In all, 434 industry and community leaders, elected officials, students and creative folks  filled The Peace Center’s Gunter Theater to hear from 12 people chosen from 100 nominees.

They were educators, musicians, filmmakers, inventors, slam poets, parkour action heroes, belly and flamenco dancers, community activists, branders, philanthropists, athletes and environmentalists.

“One of the measures of our success was that we identified people the majority of our attendees had never heard of,” says Marc Bolick, who headed up the TEDx Greenville programming team.

Columbus, Ohio-based educator and Bloomington TEDx  co-planner, Christian Long presented a redesigned educational system that honors kids as creators, believes that every idea is valuable, and empowers students to not be afraid of failure.

“Schools are doing their best to value engineer this word out, but failure is not an end,” he says. “We need to get out of the way of our kids.”

Greenville’s Shannon Pierce explained how through the grief over the loss of three of her brothers, she found inspiration for her life’s work.

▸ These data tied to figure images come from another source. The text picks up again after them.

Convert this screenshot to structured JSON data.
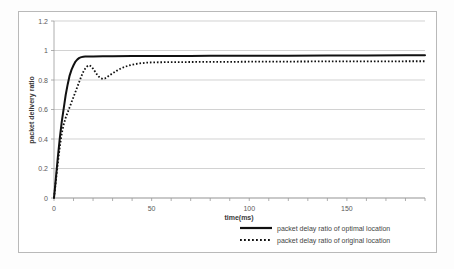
{
  "chart_data": {
    "type": "line",
    "title": "",
    "xlabel": "time(ms)",
    "ylabel": "packet delivery ratio",
    "xlim": [
      0,
      190
    ],
    "ylim": [
      0,
      1.2
    ],
    "grid": true,
    "legend_position": "bottom-right",
    "x_ticks": [
      "0",
      "50",
      "100",
      "150"
    ],
    "x_tick_values": [
      0,
      50,
      100,
      150
    ],
    "y_ticks": [
      "0",
      "0.2",
      "0.4",
      "0.6",
      "0.8",
      "1",
      "1.2"
    ],
    "y_tick_values": [
      0,
      0.2,
      0.4,
      0.6,
      0.8,
      1,
      1.2
    ],
    "series": [
      {
        "name": "packet delay ratio of optimal location",
        "style": "solid",
        "color": "#111111",
        "x": [
          0,
          1,
          2,
          3,
          4,
          5,
          6,
          7,
          8,
          9,
          10,
          11,
          12,
          13,
          14,
          15,
          16,
          18,
          20,
          25,
          30,
          40,
          50,
          60,
          70,
          80,
          90,
          100,
          120,
          140,
          160,
          180,
          190
        ],
        "y": [
          0.0,
          0.14,
          0.28,
          0.41,
          0.52,
          0.61,
          0.7,
          0.77,
          0.83,
          0.87,
          0.9,
          0.925,
          0.94,
          0.95,
          0.955,
          0.958,
          0.959,
          0.96,
          0.96,
          0.961,
          0.961,
          0.962,
          0.962,
          0.963,
          0.963,
          0.964,
          0.964,
          0.965,
          0.965,
          0.966,
          0.966,
          0.967,
          0.967
        ]
      },
      {
        "name": "packet delay ratio of original location",
        "style": "dotted",
        "color": "#111111",
        "x": [
          0,
          1,
          2,
          3,
          4,
          5,
          6,
          7,
          8,
          9,
          10,
          11,
          12,
          13,
          14,
          15,
          16,
          17,
          18,
          19,
          20,
          21,
          22,
          23,
          24,
          25,
          26,
          27,
          28,
          30,
          32,
          34,
          36,
          38,
          40,
          44,
          48,
          52,
          60,
          70,
          80,
          90,
          100,
          120,
          140,
          160,
          180,
          190
        ],
        "y": [
          0.0,
          0.12,
          0.24,
          0.35,
          0.44,
          0.5,
          0.545,
          0.58,
          0.615,
          0.65,
          0.685,
          0.72,
          0.755,
          0.79,
          0.825,
          0.855,
          0.878,
          0.893,
          0.9,
          0.893,
          0.877,
          0.857,
          0.838,
          0.822,
          0.812,
          0.808,
          0.81,
          0.818,
          0.828,
          0.845,
          0.862,
          0.876,
          0.888,
          0.897,
          0.904,
          0.913,
          0.918,
          0.92,
          0.921,
          0.922,
          0.923,
          0.923,
          0.924,
          0.925,
          0.926,
          0.926,
          0.927,
          0.927
        ]
      }
    ]
  },
  "legend": {
    "items": [
      {
        "label": "packet delay ratio of optimal location",
        "style": "solid"
      },
      {
        "label": "packet delay ratio of original location",
        "style": "dotted"
      }
    ]
  }
}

She created the patented CareCam Documentation System, which she hopes will replace cumbersome documentation methods as the standard of care in the medical community.

Pierce’s message for the crowd:  “Don’t be afraid of what we will suffer.  Harness your pain and say a prayer and make a difference.”

Derrick Goodwin shared the impact of storytelling as he took the crowd on a journey through growing up in Greenville’s tough Jesse Jackson Townhomes.

For 110 days filmmakers Jeremy Make and Andy Raney drove a golf cart across 6,000 miles of America’s back roads to ask people “What is your art?”  Greenville was one stop on a trip that will ultimately become a documentary.

Throughout the day there were performances by the Fine Arts Center Classical Quintet,  singer/songwriters Angie Aparo and Neil Brooks, acoustic guitarist Bob Kilgore, “honkabilly” band Note Ropers, and a high energy parkour performance during which a Greenville group showed off their extreme acrobatics.

Graphic recording artist Breah Parker stood side stage throughout performances rendering the day in drawings displayed in the lobby or “spin area” during breaks.

A flat screen on the wall displayed real time tweets from attendees under the hashtag #tedxgvl.  Upstate editorial and commercial photographer Ian Curcio was set up as well, capturing event goers with dry erase board in hand expressing a bit of their own ideas to change the world.  Curcio closed TEDx with a slide show of his work.

“From a programming standpoint, this was a homerun. We stepped up the variety and diversity of presentations, performers and presenters from last year,” says Bolic. The first TEDx Greenville was the launched on March 5 to a sold out crowd at CU-ICAR.

TED is a nonprofit devoted to Ideas Worth Spreading in the areas of technology, entertainment and design.

It began in 1984 and now includes two annual conferences in Long Beach and Palm Springs and also TEDGlobal in Edinburgh UK.

TEDx (x= independent TED event) events have sprung up across the nation highlighting local thinkers as well as intellectual notables from across the globe.

TED talks can be viewed at www.ted.com or on YouTube.

Speakers have included Bill Gates, Al Gore, Jane Goodall, Elizabeth Gilbert, and Philippe Starck.

Event planners are accepting nominations for 2012 TEDx Greenville.